Processing rewarding and aversive signals lies at the core of many adaptive behaviors, including value-based decision making. The brain circuits processing these signals are widespread and include the prefrontal cortex, amygdala and striatum, and their dopaminergic innervation. In this review, we integrate historic findings on the behavioral and neural mechanisms of value-based decision making with recent, groundbreaking work in this area. On the basis of this integrated view, we discuss a neuroeconomic framework of value-based decision making, use this to explain the motivation to pursue rewards and how motivation relates to the costs and benefits associated with different courses of action. As such, we consider substance addiction and overeating as states of altered value-based decision making, in which the expectation of reward chronically outweighs the costs associated with substance use and food consumption, respectively. Together, this review aims to provide a concise and accessible overview of important literature on the neural mechanisms of behavioral adaptation to reward and aversion and how these mediate motivated behaviors.


2007 ◽  
Vol 29 (1) ◽  
Author(s):  
Shu-Chen Li ◽  
Guido Biele ◽  
Peter N. C. Mohr ◽  
Hauke R. Heekeren

Abstract‘Neuroeconomics’ can be broadly defined as the research of how the brain interacts with the environment to make decisions that are functional given individual and contextual constraints.

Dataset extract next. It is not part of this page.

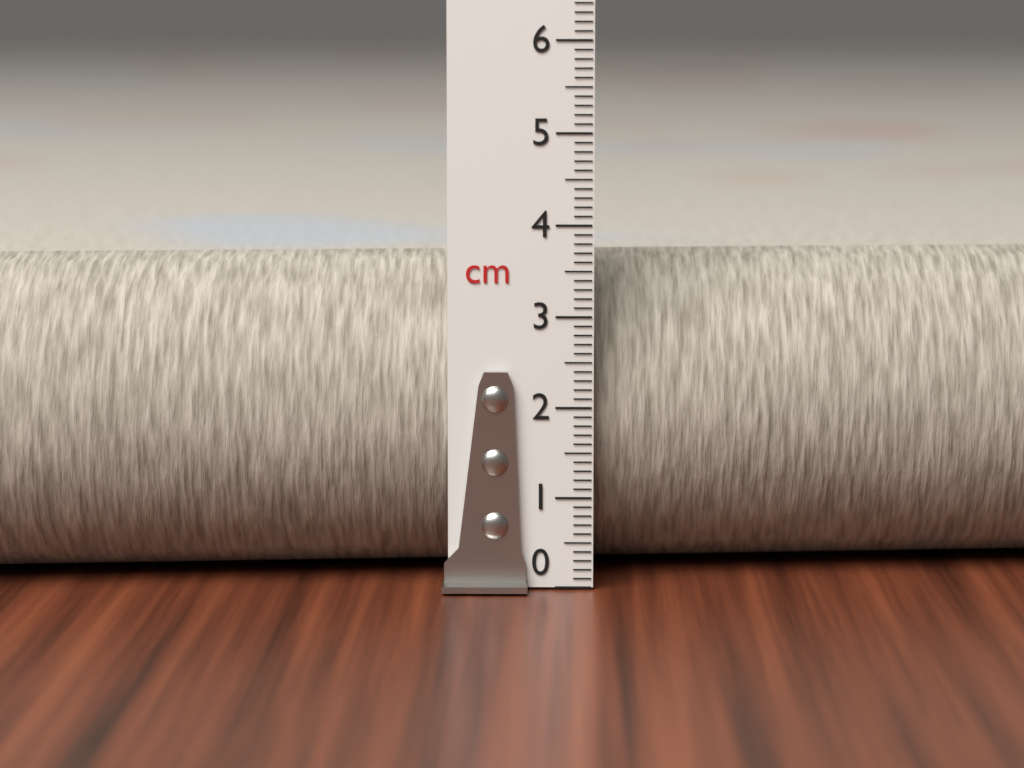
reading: 3.6 cm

Deciphering such brain-environment transactions requires mechanistic understandings of the neurobiological processes that implement value-dependent decision making. To this end, a common empirical approach is to investigate neural mechanisms of reward-based decision making. Flexible updating of choices and associated expected outcomes in ways that are adaptive for a given task (or a given set of tasks) at hand relies on dynamic neurochemical tuning of the brain’s functional circuitries involved in the representation of tasks, goals and reward prediction. Empirical evidence as well as computational theories indicate that various neurotransmitter systems (e.g., dopamine, norepinephrine, and serotonin) play important roles in reward-based decision making. In light of the apparent aging-related decline in various aspects of the dopaminergic system as well as the effects of neuromodulation on reward-related processes, this article focuses selectively on the literature that highlights the triadic relations between dopaminergic modulation, reward-based decision making, and aging. Directions for future research on aging and neuroeconomoics are discussed.


2004 ◽  
Vol 359 (1451) ◽  
pp. 1727-1736 ◽  
Author(s):  
S. Zeki ◽  
O. R. Goodenough ◽  
Terrence Chorvat ◽  
Kevin McCabe

Much has been written about how law as an institution has developed to solve many problems that human societies face. Inherent in all of these explanations are models of how humans make decisions. This article discusses what current neuroscience research tells us about the mechanisms of human decision making of particular relevance to law. This research indicates that humans are both more capable of solving many problems than standard economic models predict, but also limited in ways those models ignore. This article discusses how law is both shaped by our cognitive processes and also shapes them. The article considers some of the implications of this research for improving our understanding of how our current legal regimes operate and how the law can be structured to take advantage of our neural mechanisms to improve social welfare.